Male Participant: Thank you.
Chuck Siegel: Sure.
Jesse Jacobs: Chocolate is almost like a medicine.
Chuck Siegel: It is. Well, these days it is.
Jesse Jacobs: These days it is…
Chuck Siegel: And actually, I mean, for ages we’ve always equated different teas with having different medicinal impact. Obviously, for most of chocolate’s history it’s been viewed as candy and bad for you. And just recently, (inaudible) has studied at UCSF Medical Center a few years ago about heart, health, and chocolate. We’re being told that there really are some really wonderful medicinal properties to chocolate. It’s kind of like the Woody Allen sleeper thing, I mean, you wake up and suddenly it’s good for you.
Jesse Jacobs: Right. That’s pretty amazing, yeah.
Male Participant: Is this an oolong tea?
Jesse Jacobs: So this 4th one here is called Royal Garland and that’s a good question, so this is an oolong tea, on oolong category. Why this is unique is because it’s actually from Fujin Province in China which is where white tea is produced and white tea is an unprocessed tea made from a downy white tea leaves – unopened buds. So, they’ve actually used white tea leaves and made it oolong tea product. Kind of a cutting edge, avante-garde, out there thing in the tea world and that it was a test batch. I’ve never seen it before, we bought all that was available. And I said I think that it’s so unique I would love to offer it.
Jesse Jacobs: Yeah, I mean it’s really, go pass these leaves around as well, actually…
Male Participant: This one is very high end and fairly expensive?
Jesse Jacobs: Not at all.
Chuck Siegel: If you’re personally getting them or not necessarily?
Jesse Jacobs: No, not at all. I mean, you can get it from us – I don’t know where else you can get it. For what it’s got to offer, any people want to describe how they would taste this tea? What the aroma, the taste? Flavor profile? Any brave tasters?
Male Participant: It’s very complex.
Jesse Jacobs: Complex, yeah.
Female Participant: It’s like tangerine in those… somewhere.

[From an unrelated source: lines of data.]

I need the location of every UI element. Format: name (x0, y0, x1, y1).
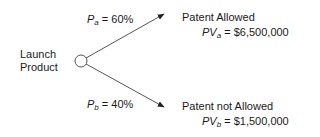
pv-a-symbol: PV (202, 26, 217, 38)
pv-b-value: = $1,500,000 (221, 115, 289, 127)
outcome-b-label: Patent not Allowed (182, 100, 289, 113)
pv-a: PVa = $6,500,000 (202, 26, 289, 39)
prob-b-value: = 40% (99, 98, 134, 110)
root-label: Launch Product (20, 48, 58, 74)
probability-a: Pa = 60% (87, 13, 133, 26)
pv-b: PVb = $1,500,000 (202, 115, 289, 128)
pv-a-value: = $6,500,000 (221, 26, 289, 38)
outcome-a-label: Patent Allowed (182, 11, 289, 24)
root-label-line2: Product (20, 61, 58, 74)
prob-a-value: = 60% (99, 13, 134, 25)
pv-b-symbol: PV (202, 115, 217, 127)
outcome-b: Patent not Allowed PVb = $1,500,000 (182, 100, 289, 128)
root-label-line1: Launch (20, 48, 58, 61)
outcome-a: Patent Allowed PVa = $6,500,000 (182, 11, 289, 39)
probability-b: Pb = 40% (87, 98, 133, 111)
chance-node (75, 55, 87, 67)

Jesse Jacobs: A little citrusy, I would say definitely. There’s like a hay quality, a (inaudible) quality, it’s very creamy like warm milk.
Female Participant: But almost a little bit of smoke.
Jesse Jacobs: Uh-hmm. Not grassy.
Female Participant: No.
Jesse Jacobs: Like you might think of, even though it’s a light color and a white tea, not at all grassy.
Female Participant: I think, much blossom honey…
Jesse Jacobs: Oh wow! That’s a good point – blossom honey, yeah. Yeah, the citrusy piece does come out. In this tea you could brew 5 – 10 times. I mean, it’s amazing the leaves just keep opening up and get better and better.
Chuck Siegel: We begin behind that…
Jesse Jacobs: So, all right, so let’s taste this chocolate with this one. Did everyone get the chocolate with this one?
Female Participant: Uh-hmm.
Jesse Jacobs: Okay. It’s hard just to let it melt and not take a bite.
Chuck Siegel: Exactly.
Jesse Jacobs: That’s the hard part.
Chuck Siegel: With this chocolate I think what we’re looking at was almost the vegetal mix and…
Jesse Jacobs: I get the kick on this one… you feel the astringency the body that… nice… all right.
Next up. We can be brewing number 5 and also the Phoenix oolong. And make sure… I guess you can pass off the leaves at well.
So, looking at the leaves as part of the experience that you can smell and touch and it’s where you can really notice the consistency. It’s the tangible aspect that a good tea that… it should look the same throughout, you should also smell the same throughout.
So, the next one is the Phoenix. You want to talk about the next chocolate?
Chuck Siegel: So, the next chocolate is ganache made with a bean from Madagascar and it’s a chocolate company called Theo in Seattle. Theo is an all-organic, all-fair trade chocolate maker. Just really making some wonderful chocolate, probably the best organic chocolate. At least, and this is subjective, but in my opinion being made right now. And again, the characteristics of this chocolate and the ganache. There is kind of like a deeply, almost caramely flavor that with the Phoenix just pairs really well.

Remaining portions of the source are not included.